While I don't want to give away all, because I recommend reading it, I am going to reference the end here. The MC is twelve at the beginning of the book, and sixteen when it finishes. The boy she finally reunites with is two years older. At the end, they are getting ready to cross the border into Switzerland, and have decided they will move to New York. Start life anew, look forward. I teared up. I did the math. They were two years older than my parents.

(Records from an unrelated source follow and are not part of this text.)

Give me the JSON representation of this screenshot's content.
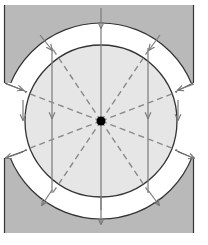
{
  "diagram": {
    "colors": {
      "background": "#ffffff",
      "outer_block": "#b9b9b9",
      "ring": "#ffffff",
      "inner_disc": "#e6e6e6",
      "outline": "#3a3a3a",
      "flow_line": "#7a7a7a",
      "dashed_line": "#8a8a8a",
      "center_dot": "#000000"
    },
    "center": {
      "x": 101,
      "y": 121
    },
    "inner_radius": 76,
    "outer_radius": 98,
    "vertical_lines_x": [
      23,
      52,
      101,
      148,
      178
    ],
    "radial_angles_deg": [
      30,
      60,
      120,
      150,
      210,
      240,
      300,
      330
    ],
    "labels": []
  }
}
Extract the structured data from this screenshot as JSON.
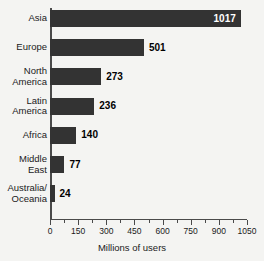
{
  "chart_data": {
    "type": "bar",
    "orientation": "horizontal",
    "title": "",
    "xlabel": "Millions of users",
    "ylabel": "",
    "categories": [
      "Asia",
      "Europe",
      "North\nAmerica",
      "Latin\nAmerica",
      "Africa",
      "Middle\nEast",
      "Australia/\nOceania"
    ],
    "values": [
      1017,
      501,
      273,
      236,
      140,
      77,
      24
    ],
    "value_labels": [
      "1017",
      "501",
      "273",
      "236",
      "140",
      "77",
      "24"
    ],
    "label_placement": [
      "inside",
      "outside",
      "outside",
      "outside",
      "outside",
      "outside",
      "outside"
    ],
    "xlim": [
      0,
      1050
    ],
    "xticks": [
      0,
      150,
      300,
      450,
      600,
      750,
      900,
      1050
    ],
    "xtick_labels": [
      "0",
      "150",
      "300",
      "450",
      "600",
      "750",
      "900",
      "1050"
    ],
    "minor_tick_interval": 75,
    "grid": false,
    "legend": null,
    "colors": {
      "bar": "#333333",
      "background": "#f4f4f2",
      "axis": "#4a4a4a",
      "text": "#1a1a1a",
      "value_label_inside": "#ffffff",
      "value_label_outside": "#000000"
    }
  }
}
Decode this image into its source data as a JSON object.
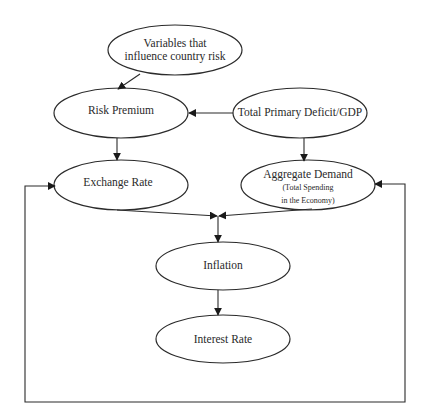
{
  "diagram": {
    "title": "",
    "colors": {
      "stroke": "#2b2b2b",
      "text": "#2a2a2a",
      "background": "#ffffff"
    },
    "nodes": [
      {
        "id": "variables",
        "label_line1": "Variables that",
        "label_line2": "influence country risk",
        "cx": 175,
        "cy": 50,
        "rx": 67,
        "ry": 25
      },
      {
        "id": "risk_premium",
        "label": "Risk Premium",
        "cx": 121,
        "cy": 113,
        "rx": 67,
        "ry": 25
      },
      {
        "id": "deficit",
        "label": "Total Primary Deficit/GDP",
        "cx": 300,
        "cy": 113,
        "rx": 67,
        "ry": 25
      },
      {
        "id": "exchange_rate",
        "label": "Exchange Rate",
        "cx": 121,
        "cy": 185,
        "rx": 67,
        "ry": 25
      },
      {
        "id": "aggregate_demand",
        "label": "Aggregate Demand",
        "sublabel_line1": "(Total Spending",
        "sublabel_line2": "in the Economy)",
        "cx": 308,
        "cy": 185,
        "rx": 67,
        "ry": 25
      },
      {
        "id": "inflation",
        "label": "Inflation",
        "cx": 223,
        "cy": 266,
        "rx": 67,
        "ry": 24
      },
      {
        "id": "interest_rate",
        "label": "Interest Rate",
        "cx": 223,
        "cy": 339,
        "rx": 67,
        "ry": 24
      }
    ],
    "edges": [
      {
        "from": "variables",
        "to": "risk_premium"
      },
      {
        "from": "deficit",
        "to": "risk_premium"
      },
      {
        "from": "risk_premium",
        "to": "exchange_rate"
      },
      {
        "from": "deficit",
        "to": "aggregate_demand"
      },
      {
        "from": "exchange_rate",
        "to": "inflation"
      },
      {
        "from": "aggregate_demand",
        "to": "inflation"
      },
      {
        "from": "inflation",
        "to": "interest_rate"
      },
      {
        "from": "interest_rate",
        "to": "exchange_rate",
        "type": "feedback-left"
      },
      {
        "from": "interest_rate",
        "to": "aggregate_demand",
        "type": "feedback-right"
      }
    ]
  }
}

Until I was 13, we lived in a neighborhood where a lot of our parents or grandparents were immigrants, mostly Jewish. The characters' tales were the stories of people in our building. My mother, who escaped from Iraq, never shared stories that included fear. In fact, she didn't speak of it much at all. I assumed she was trying to be American, looking forward, not back. But most of the immigrants were European. These were parents of friends, women my mother played cards with, people we saw in the elevator. We knew something awful had happened in Europe and that Germany was responsible, but we never experienced that fear and horror.


There is no epilogue in the book, but I see it clearly. Me, my friends, the children playing tag, riding bikes, walking to school together, we were where the story goes. The people carrying the loss and awful memories play cards, sip coffee, go shopping, cook dinner, and hopefully, feel safe and free. Their children did. We were a happy epilogue.